In Ferguson, Missouri, voters approved a city charter amendment on Tuesday which would require police officers to wear body cameras while on patrol. A police officer shot Michael Brown, 18, following a report that he had committed a robbery.

The incident led to weeks of protests, an investigation by the Justice Department, and a critical report of police practices and policies that found rampant discrimination and corruption.

About two-thirds of police say they favor the use of body cameras, and 82 percent of police chiefs and other administrations stating they want them, according to Pew Research Center.

READ MORE: Minnesota proposal would keep body camera footage private

But according to the latest research by the National Institute of Justice, based on 2013 data, only about a quarter of local police department currently use body cameras. 

There are also still problems with using the new technology over how a victim of police brutality obtains the video footage, and police have been known to turn the devices off in encounters.

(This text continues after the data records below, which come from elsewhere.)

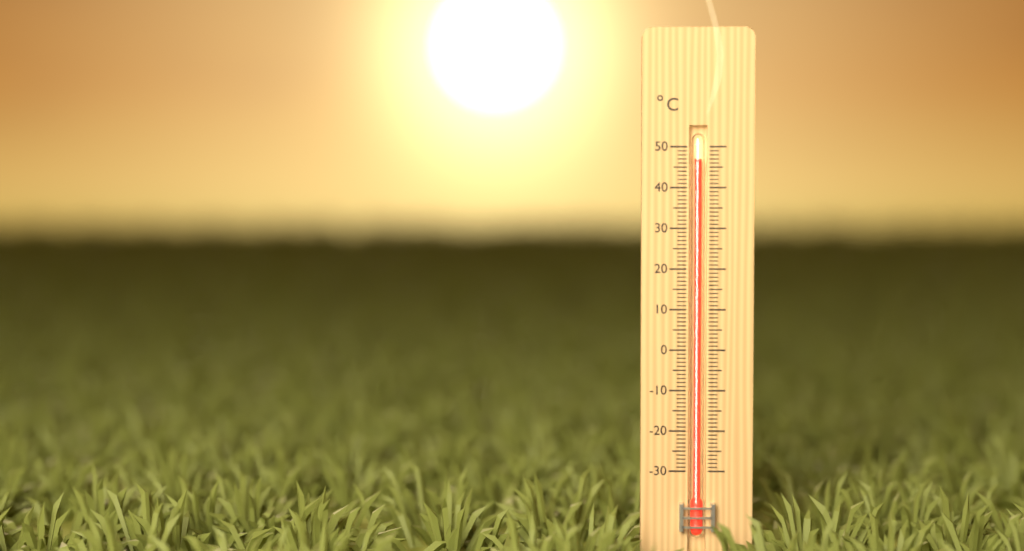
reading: 47 °C
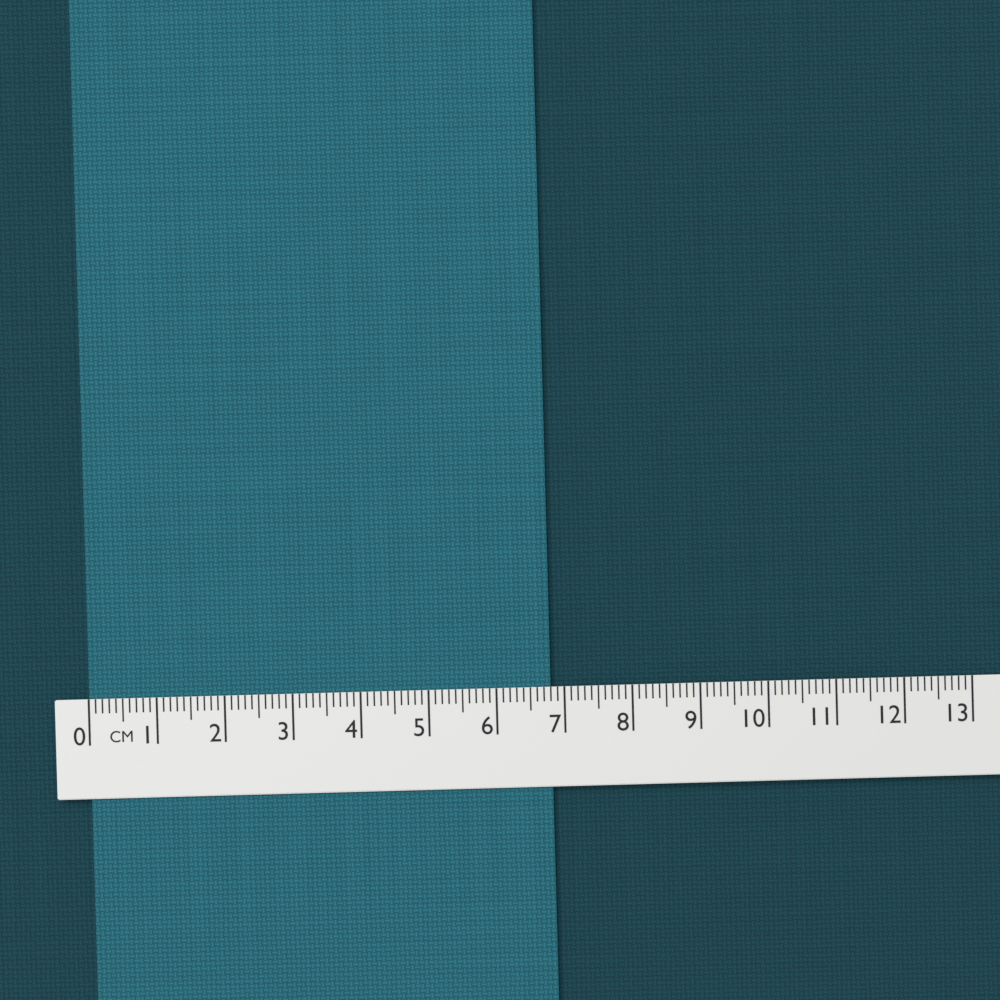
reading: 6.8 cm
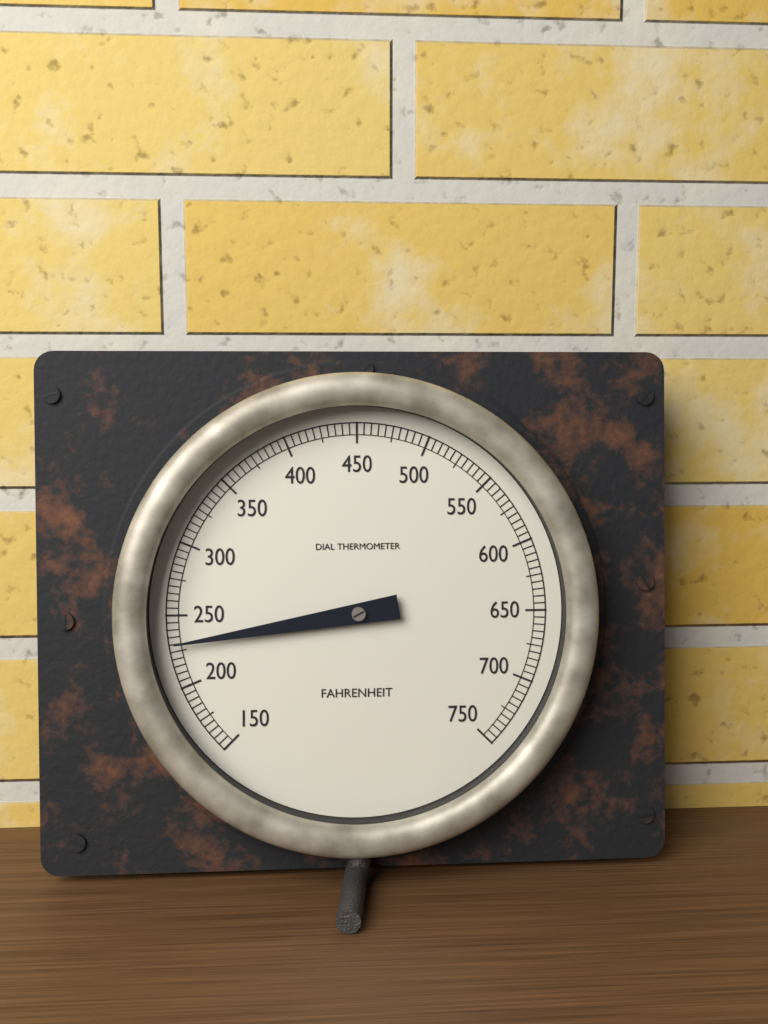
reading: 230 °F
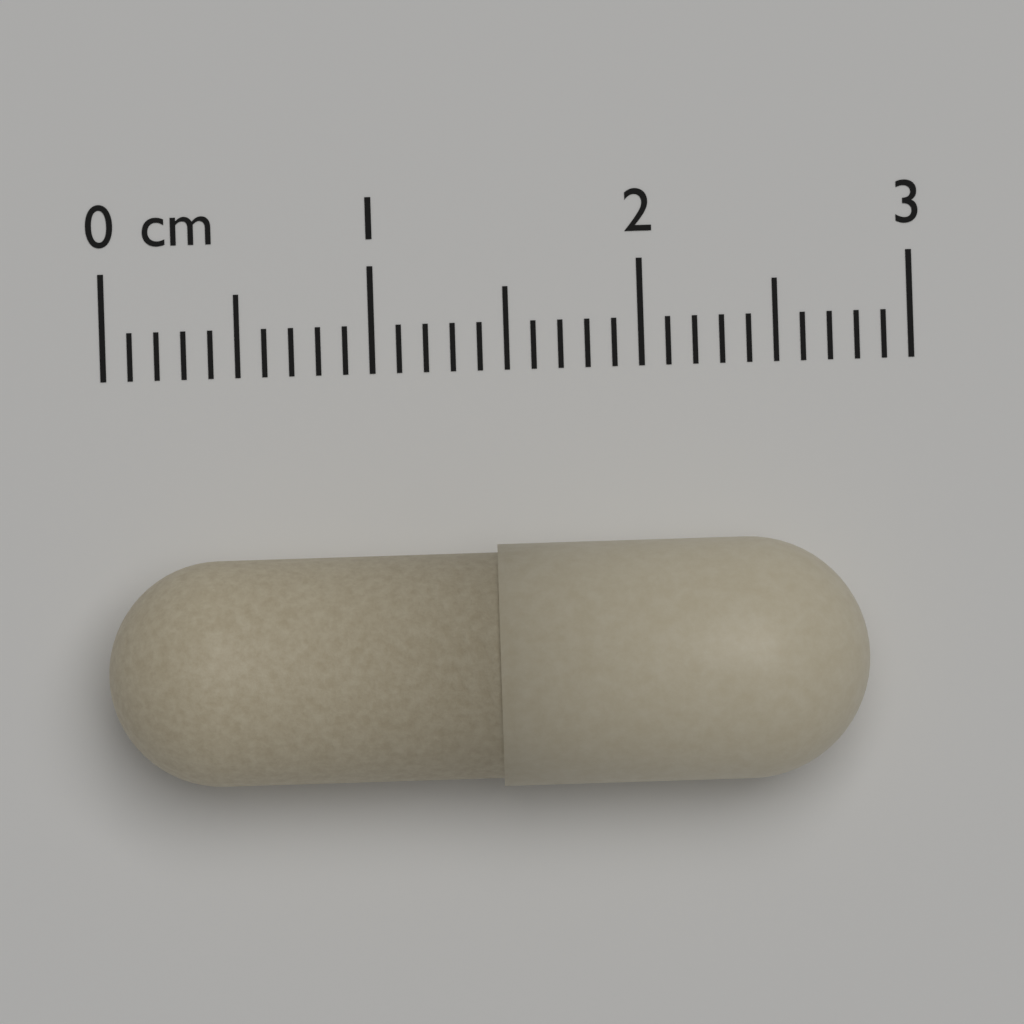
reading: 2.8 cm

A 2016 survey though suggests than most are planning to integrate the technology in the near future – two to five years, depending on budgets.
Axon has sold body cameras to law enforcement agencies in 35 cities, but at $399 each, they are not cheap. Data storage only increases the costs.

READ MORE: Baltimore mayor wants to stop body camera bill

For smaller police departments, just storing video footage securely is hard enough. Video takes up massive amount of space, and the cost of buying servers add up. Axon offers department cloud storage which costs between $20 to 80 per officer each per month. But police reform advocates argue the cost is worth it if it aids in policy transparency.

“There’s the promise that this other perspective exists,” Nancy La Vigne, director of the Urban Institute’s Justice Policy Center, told City Lab. “One that is certainly more objective than what you would hear from officer or a member of the public.”